I have my issues with the BBC but when I look at the state of the US news media, I’m damn glad they’re there. No media’s unbiased but they have some clever sorts on there and I appreciate the breath of air from commercial interests; added to that the example of Fox News (and indeed Sky News in the UK) demonstrates that private models are hardly free from the manipulation some associate with government power. I’ll also say that when I did lodge a complaint with the BBC about one of their interviews (covering Trump) they responded appropriately and to an extent reflectively, which I appreciated.
I also have a very personal affection for them which arose from a unique set of circumstances. In my final year of undergrad I lived in a house - divided into individual rooms and one office - which backed onto and was owned by my college, but had a front door onto the street, so got public mail and was mistaken for a standalone house.
Because of the latter, enquiries came through about a TV license. Nobody got anything through the generic house mail (our letters went through college), but I did open them out of interest, and enjoyed following the increasingly irate demands for responses about payment. I think about 6 piled up in all, each more fervent and threatening than the last.
The house was mostly students, but there were rather two senior public figures there, one of whom had the office, the second of whom stayed intermittently in the basement room when on college business… I can thus claim to have facilitated getting both the renowned author Robert Macfarlane and Dame Fiona Reynolds, director general of the National Trust, under official investigation for non-payment of a TV license. A true achievement.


- _Goal of the exercise_:
Word for word, restate the lines of the data below between those holding "The width and height of the screenshot is (774, 383)." and "This screenshot has height=682, width=1427.", inclusive; pictures do not belong in the copy.
···
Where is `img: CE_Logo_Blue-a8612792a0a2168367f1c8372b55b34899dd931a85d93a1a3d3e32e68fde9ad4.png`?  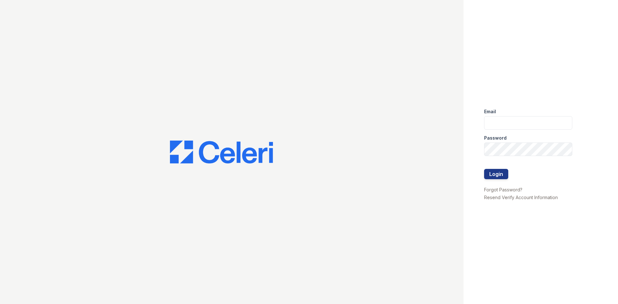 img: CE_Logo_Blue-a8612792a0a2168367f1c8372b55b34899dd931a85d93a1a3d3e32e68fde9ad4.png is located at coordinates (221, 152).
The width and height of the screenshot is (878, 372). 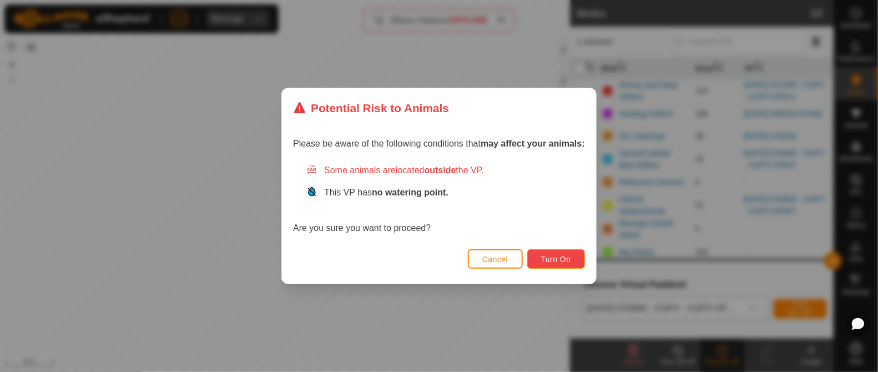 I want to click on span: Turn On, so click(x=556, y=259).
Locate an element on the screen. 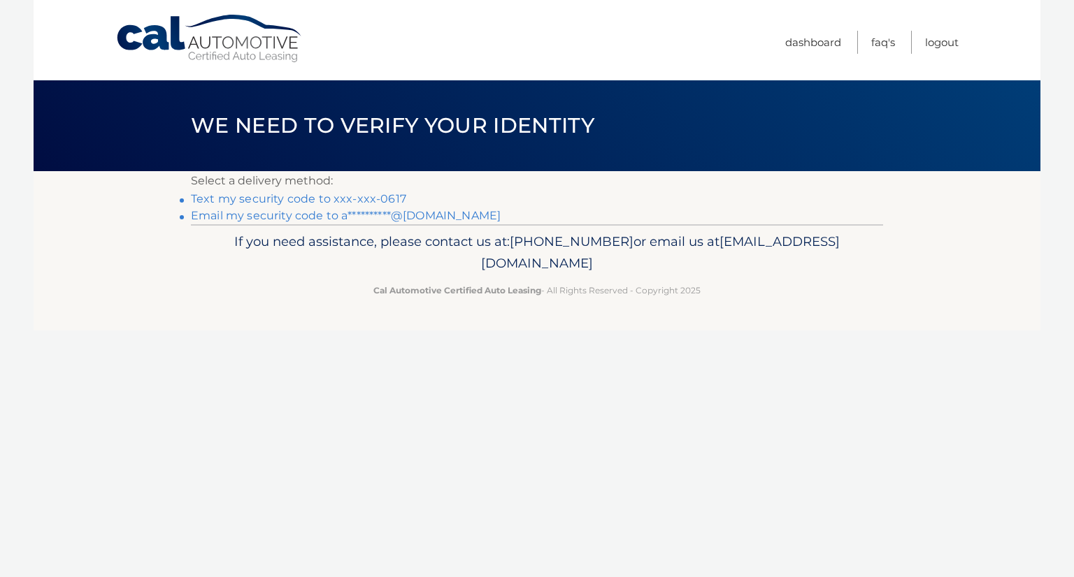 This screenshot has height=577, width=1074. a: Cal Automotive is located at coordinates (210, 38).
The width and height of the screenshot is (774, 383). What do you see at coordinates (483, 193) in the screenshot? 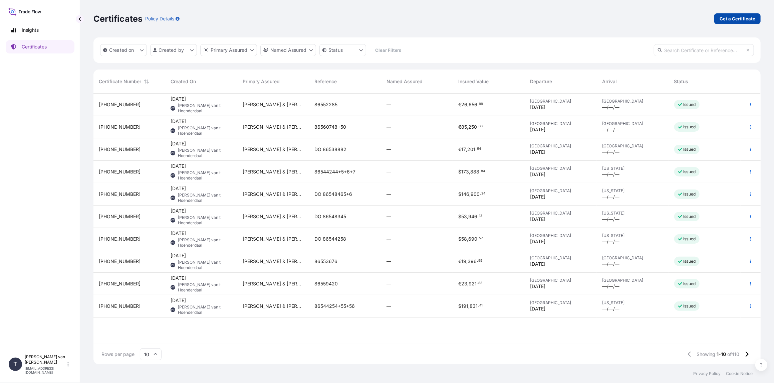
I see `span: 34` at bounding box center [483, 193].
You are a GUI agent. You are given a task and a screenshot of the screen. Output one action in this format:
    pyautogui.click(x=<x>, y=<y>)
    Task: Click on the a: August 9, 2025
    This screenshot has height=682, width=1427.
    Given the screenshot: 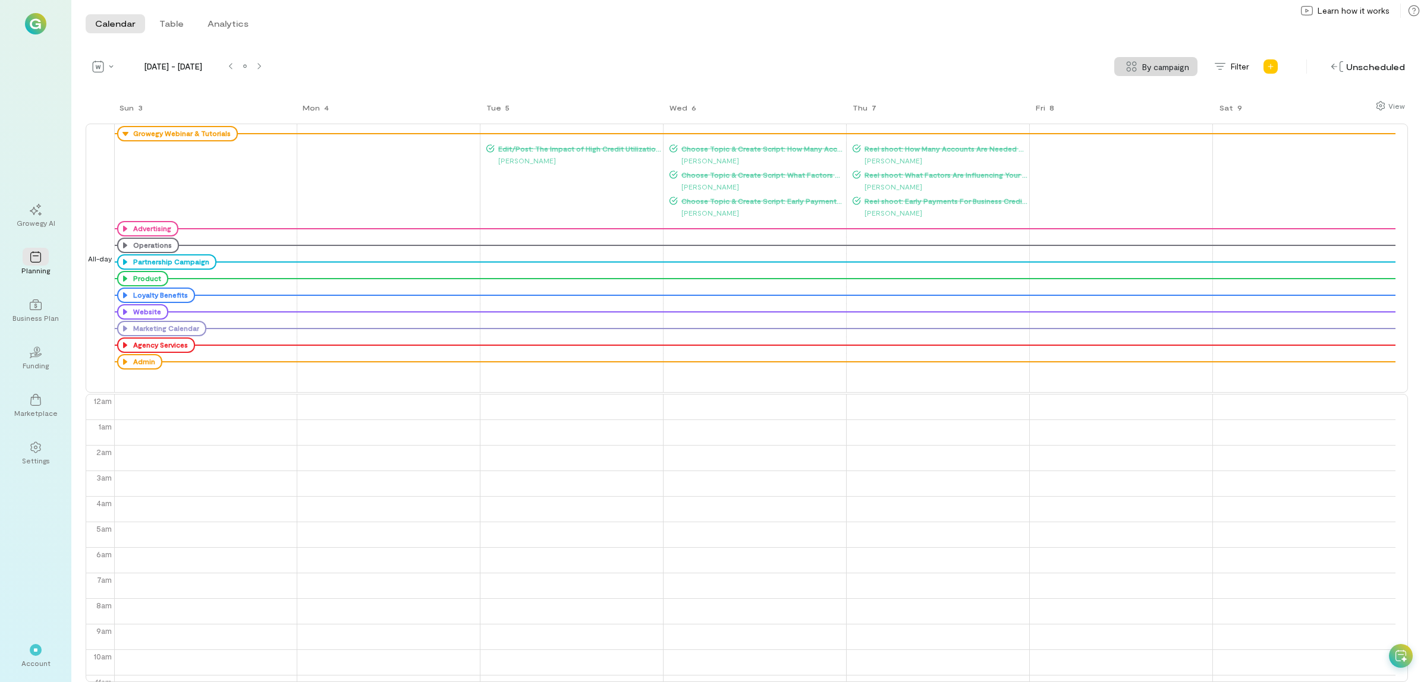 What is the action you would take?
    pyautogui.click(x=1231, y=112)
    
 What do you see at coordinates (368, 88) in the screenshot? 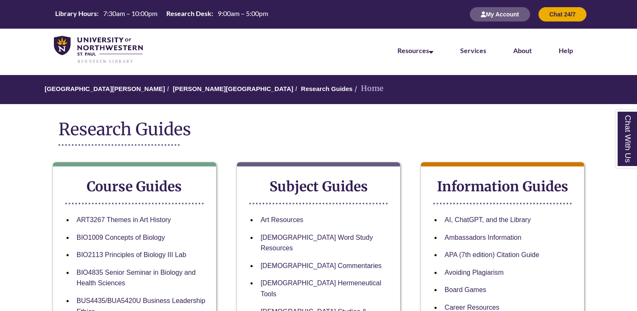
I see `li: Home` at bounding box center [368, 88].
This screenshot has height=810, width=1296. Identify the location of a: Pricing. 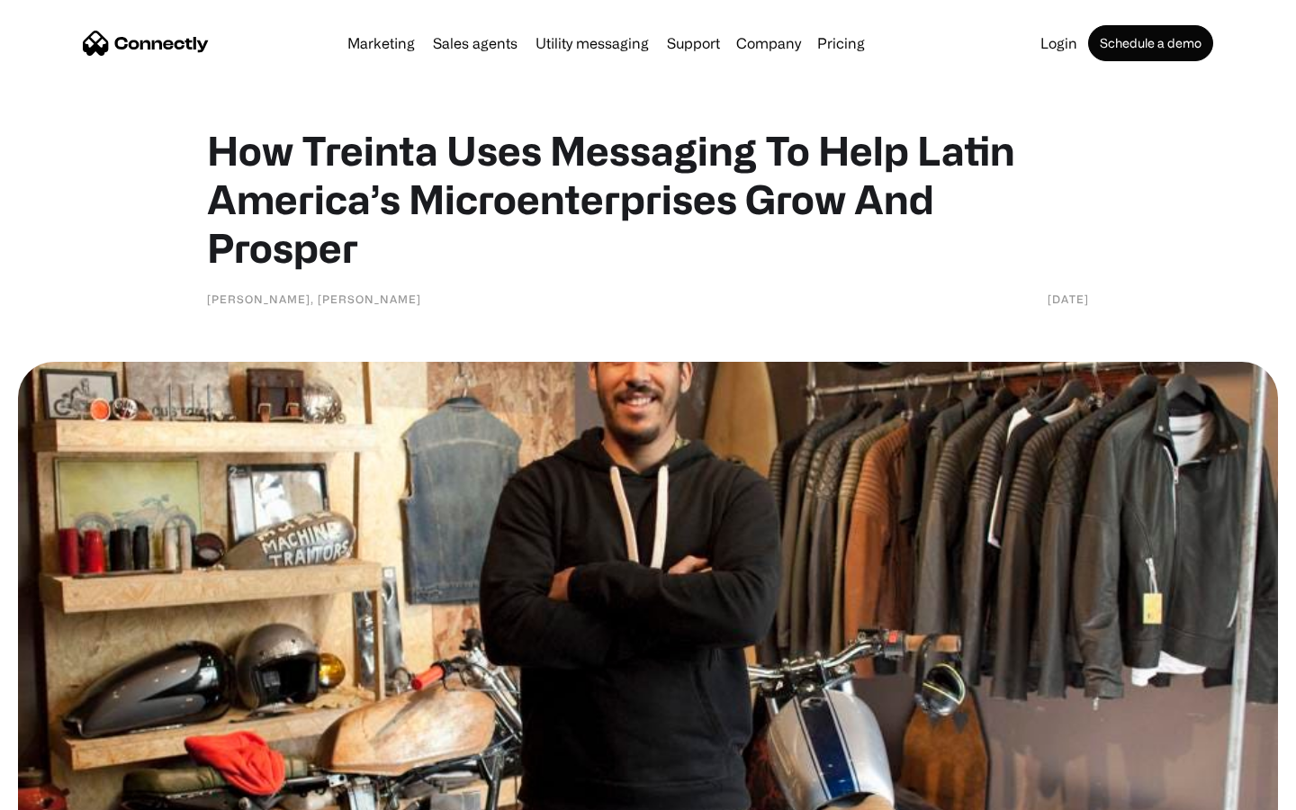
···
- _Response box_:
The width and height of the screenshot is (774, 383). What do you see at coordinates (483, 193) in the screenshot? 
I see `span: 34` at bounding box center [483, 193].
You are a GUI agent. You are given a task and a screenshot of the screen. Output one action in this format:
    pyautogui.click(x=<x>, y=<y>)
    Task: Click on the a: August 9, 2025
    This screenshot has height=682, width=1427.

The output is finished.